Lacus Curtius

curtius relief

The origins of the shrine of the Lacus Curtius are hopelessly mired in obscurity. One legend of the story has the shrine named for the Sabine leader Mettius Curtius who, during the Roman war with the Sabines, stumbled into a swampy area in the Forum on his horse. This was before the Forum was drained by the buiilding of the Cloaca Maxima under the Tarquins. He was able to struggle out of the marsh, and the place where he and his horse emerged was later called the Lacus Curtius (Livy 1.12-13), hence the image of the horse on the stele illustrated above. But Livy himself records a counter-legend, by which the shrine was named for a later, Roman Curtius who sacificed himself on that spot in 362 BCE by hurling himself into a gaping chasm that had appeared there, an act called devotio that guaranteed the safety of the state in return for the death of one individual (Livy 7.6). Varro, on the other hand, states (LL 5.150) that the shrine was erected by a Consul named Curtius in the year 445 BCE, because the ground had been struck by lightning.

Suetonius records (Augustus 57) the custom under Augustus of throwing a small coin into the shrine in honor of the welfare of the Emperor.

In historical times the Lacus Curtius was a dry well head that was enclosed by a marble lattice fence, as illustrated below.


**INSTRUCTIONS FOR THE TASK**
The entries below are to be transcribed in full, without their images.

[Data entries for graphics]
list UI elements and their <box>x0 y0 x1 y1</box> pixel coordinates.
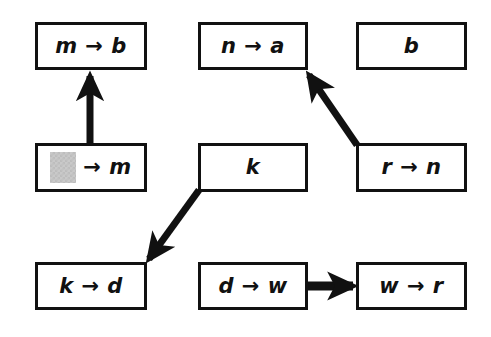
node-m-to-b[interactable]: m → b <box>35 22 147 70</box>
node-label: k <box>246 157 260 178</box>
node-blank-to-m[interactable]: → m <box>35 143 147 192</box>
node-label: m → b <box>55 36 127 57</box>
node-d-to-w[interactable]: d → w <box>198 262 308 310</box>
node-label: d → w <box>218 276 287 297</box>
diagram-canvas: m → b n → a b → m k r → n k → d d → w w … <box>0 0 491 337</box>
node-label: k → d <box>59 276 123 297</box>
node-b[interactable]: b <box>356 22 467 70</box>
node-label: n → a <box>221 36 285 57</box>
blank-placeholder-icon <box>50 152 76 183</box>
node-n-to-a[interactable]: n → a <box>198 22 308 70</box>
node-label: r → n <box>381 157 441 178</box>
node-k-to-d[interactable]: k → d <box>35 262 147 310</box>
node-w-to-r[interactable]: w → r <box>356 262 467 310</box>
node-label: b <box>404 36 420 57</box>
node-label: → m <box>83 157 131 178</box>
node-label: w → r <box>379 276 443 297</box>
node-r-to-n[interactable]: r → n <box>356 143 467 192</box>
node-label-with-blank: → m <box>50 152 131 183</box>
node-k[interactable]: k <box>198 143 308 192</box>
edge-r-to-n-up-left <box>309 75 357 145</box>
edge-k-down-left <box>149 190 199 259</box>
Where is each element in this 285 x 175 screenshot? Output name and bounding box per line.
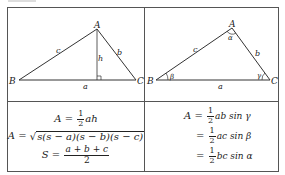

**RESPONSE TO THIS TASK**
list UI elements and their <box>x0 y0 x1 y1</box> pixel coordinates.
node-m-to-b[interactable]: m → b <box>35 22 147 70</box>
node-label: k <box>246 157 260 178</box>
node-blank-to-m[interactable]: → m <box>35 143 147 192</box>
node-label: m → b <box>55 36 127 57</box>
node-d-to-w[interactable]: d → w <box>198 262 308 310</box>
node-label: d → w <box>218 276 287 297</box>
diagram-canvas: m → b n → a b → m k r → n k → d d → w w … <box>0 0 491 337</box>
node-label: k → d <box>59 276 123 297</box>
node-b[interactable]: b <box>356 22 467 70</box>
node-label: n → a <box>221 36 285 57</box>
blank-placeholder-icon <box>50 152 76 183</box>
node-n-to-a[interactable]: n → a <box>198 22 308 70</box>
node-label: r → n <box>381 157 441 178</box>
node-k-to-d[interactable]: k → d <box>35 262 147 310</box>
node-w-to-r[interactable]: w → r <box>356 262 467 310</box>
node-label: b <box>404 36 420 57</box>
node-label: → m <box>83 157 131 178</box>
node-label: w → r <box>379 276 443 297</box>
node-r-to-n[interactable]: r → n <box>356 143 467 192</box>
node-label-with-blank: → m <box>50 152 131 183</box>
node-k[interactable]: k <box>198 143 308 192</box>
edge-r-to-n-up-left <box>309 75 357 145</box>
edge-k-down-left <box>149 190 199 259</box>
Where is each element in this 285 x 175 screenshot? Output name and bounding box per line.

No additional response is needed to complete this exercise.